I haven't seen
Star Wars Episode I: The Phantom Menace in 3-D yet (which came out this past Friday). That no doubt comes as a shock to
everyone who knows me as being perhaps too much of a Star Wars fan for one's own good. Perhaps this coming week or so is when I'll finally check it out. In the meantime...
A few days ago
Timothy Sexton authored this intriguing - and no doubt controversial - essay in which he argues that the "prequel trilogy" of the Star Wars saga is
better than the three originals which George Lucas produced between 1977 and 1983. It is Sexton's contention that Episodes I, II and III "are deeper, better structured, and more politically astute than the final three. Not only is that why the prequel is superior, it is also a pretty decent elucidation of the original trilogy's greater popularity."
In the weeks since Lucas announced he was retiring from blockbuster filmmaking (time will tell about how serious he is about that) I've been led to consider his magnum opus anew, particularly the prequels. And at last, I'm wondering what the chronological first half of the Star Wars would have been like had it been... well, different. For the first time I'm finding myself agreeing with a lot of observations: that the prequels are too heavy on politics and too light on action, that we don't come to know and love Anakin enough to sincerely care when he falls to the Dark Side, that there is no character analogous to Han Solo a'la the "regular working guy" that we feel that we can relate to. I could also go into the written dialogue, the over-emphasis on origins and Jar Jar Binks, but those dead horses have been beaten enough already...
I have to concede however, that Sexton is making a lot of good points here. Particularly about how the prequel trilogy is increasingly relevant in light of the culture of our time. And I'm feeling compelled and ready enough to offer up my own theory about the prequels.
Here's what I think really happened: once upon a time, there really were going to be nine or even twelve Star Wars films. In retrospect I think that twelve would have been too many, but a "trilogy of trilogies" sounds better, and has a nice operatic ring to it. Following The Empire Strikes Back in 1980, I do indeed believe that that was the plan.
But one thing happened which threw those plans into turmoil: Marcia Lucas left George.
Look folks, I know what kind of a blow a divorce can deal. I've experienced it firsthand. It's something that you wouldn't wish for anyone to have to go through. Three years later and I'm only now beginning to be able to really pick up the pieces and move forward, hopefully toward bigger and better things that God might have in store. More than anything else, divorce crippled me creatively. I'm working on two new film projects now, the first in a long time. But even with smaller gigs like that, it has been a massive struggle.
I can only begin to imagine what kind of a blow that was to George Lucas: a man who not only has been creative his entire life, but has built a multi-billion dollar empire upon it... along with all the responsibilities of creating industries employing hundreds, if not thousands of people.
Many people argue that Return of the Jedi was the weakest installment of the original Star Wars trilogy. If it was, considering what George Lucas was going through in his personal life at the time, then we should be thankful that Return of the Jedi came out as good as it did. Personally, I think it's a powerful and fitting conclusion to the saga... but had Lucas not been hit hard with the divorce, I would bet good money that there would have been an Episodes VII, VIII and IX. Eventually.
So how does this relate to what we got with the prequels?
It was almost a dozen years after Return of the Jedi before George Lucas sat down to work in his office to begin writing Episode I. And during that span of time two other things happened in his life. The first is that he became older, wiser as a person. The second is that he became an adoptive father. He now has three children. When a man becomes a father, however that comes about, his thoughts begin to turn toward "What kind of a world am I leaving my children?"
It's not a far hop at all from that to "What kind of a world am I going to leave behind, at all?"
Lucas' love of history is well documented. The dude gets the meaning of works like Gibbon's The History of the Decline and Fall of the Roman Empire. In the lead-up to Episode III Lucas was quoted a lot for remarking that "all democracies eventually become tyrannies".
And that is what drove the prequels to become... what they are. A cautionary tale about decadence and corruption. A warning, against the folly of forsaking wisdom and patience for power and control. A tragic morality play about how even those things with the best of intentions can and will fall because of all-too-human frailties.
It takes the better part of two whole movies to set the board for that, but by the time Episode III comes around, there is no denying that the creator of Star Wars... has a message, for all children as much as for his own.
Think I'm wrong? Well, stop for a moment and think back to all the times in the past number of years that Padme's line has been quoted: "So this is how liberty dies: with thunderous applause." I've seen that line used in more than a few places just during the last few weeks, in regard to any number of matters.
I don't think that George Lucas sold out or "got lazy" or anything like that so far as the prequels go. He simply made the Star Wars movies that he, being the best of the person that he could have been at the time, felt led to make. Three movies intended to give pause and consideration as much as they were meant to entertain.
In the end, the prequels are a product of the evolution and growth of their creator as a person. I don't know if he could have tried to channel "the old George" for sake of his audience... and I honestly don't know if anyone had or has the right to expect that of him.
Or to expect that of any person, for that matter.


For the word "square", copy every line of the material that includes it.

**LISTED RECORDS**
○ ○ ○ ○

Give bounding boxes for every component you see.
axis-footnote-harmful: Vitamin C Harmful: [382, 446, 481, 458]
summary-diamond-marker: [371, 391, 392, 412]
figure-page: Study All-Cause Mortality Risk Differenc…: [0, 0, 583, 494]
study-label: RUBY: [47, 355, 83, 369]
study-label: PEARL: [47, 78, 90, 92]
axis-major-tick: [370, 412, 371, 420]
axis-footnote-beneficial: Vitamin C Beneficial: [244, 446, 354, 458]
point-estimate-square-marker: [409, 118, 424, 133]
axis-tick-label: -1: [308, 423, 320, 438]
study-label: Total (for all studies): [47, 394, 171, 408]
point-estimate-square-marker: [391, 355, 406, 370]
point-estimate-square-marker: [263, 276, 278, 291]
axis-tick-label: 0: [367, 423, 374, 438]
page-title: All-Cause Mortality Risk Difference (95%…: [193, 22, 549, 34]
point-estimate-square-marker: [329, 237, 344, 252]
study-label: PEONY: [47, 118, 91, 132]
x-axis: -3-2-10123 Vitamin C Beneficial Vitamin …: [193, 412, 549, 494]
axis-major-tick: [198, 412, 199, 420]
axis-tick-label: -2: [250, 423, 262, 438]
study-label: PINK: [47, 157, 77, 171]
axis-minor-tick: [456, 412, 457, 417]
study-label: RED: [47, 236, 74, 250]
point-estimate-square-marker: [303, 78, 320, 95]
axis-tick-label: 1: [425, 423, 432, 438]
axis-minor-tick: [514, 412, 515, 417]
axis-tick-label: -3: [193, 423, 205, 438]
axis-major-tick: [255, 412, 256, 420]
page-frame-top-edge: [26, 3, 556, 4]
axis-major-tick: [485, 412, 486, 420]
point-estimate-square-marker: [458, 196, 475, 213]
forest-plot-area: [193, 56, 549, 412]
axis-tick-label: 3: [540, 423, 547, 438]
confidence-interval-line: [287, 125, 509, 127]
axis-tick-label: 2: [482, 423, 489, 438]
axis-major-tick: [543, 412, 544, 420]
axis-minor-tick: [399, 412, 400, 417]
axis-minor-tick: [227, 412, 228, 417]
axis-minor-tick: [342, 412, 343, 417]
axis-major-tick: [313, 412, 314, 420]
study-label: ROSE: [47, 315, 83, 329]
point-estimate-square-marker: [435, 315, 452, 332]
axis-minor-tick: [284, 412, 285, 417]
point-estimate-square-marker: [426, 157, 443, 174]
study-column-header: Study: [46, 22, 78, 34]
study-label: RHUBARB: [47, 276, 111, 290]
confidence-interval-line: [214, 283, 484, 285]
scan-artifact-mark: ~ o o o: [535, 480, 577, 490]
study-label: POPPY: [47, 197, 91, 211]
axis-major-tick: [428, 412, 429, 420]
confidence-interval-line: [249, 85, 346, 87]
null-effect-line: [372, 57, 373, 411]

○ ○ ○ ○

**ANSWER BELOW**
point-estimate-square-marker: [409, 118, 424, 133]
point-estimate-square-marker: [391, 355, 406, 370]
point-estimate-square-marker: [263, 276, 278, 291]
point-estimate-square-marker: [329, 237, 344, 252]
point-estimate-square-marker: [303, 78, 320, 95]
point-estimate-square-marker: [458, 196, 475, 213]
point-estimate-square-marker: [435, 315, 452, 332]
point-estimate-square-marker: [426, 157, 443, 174]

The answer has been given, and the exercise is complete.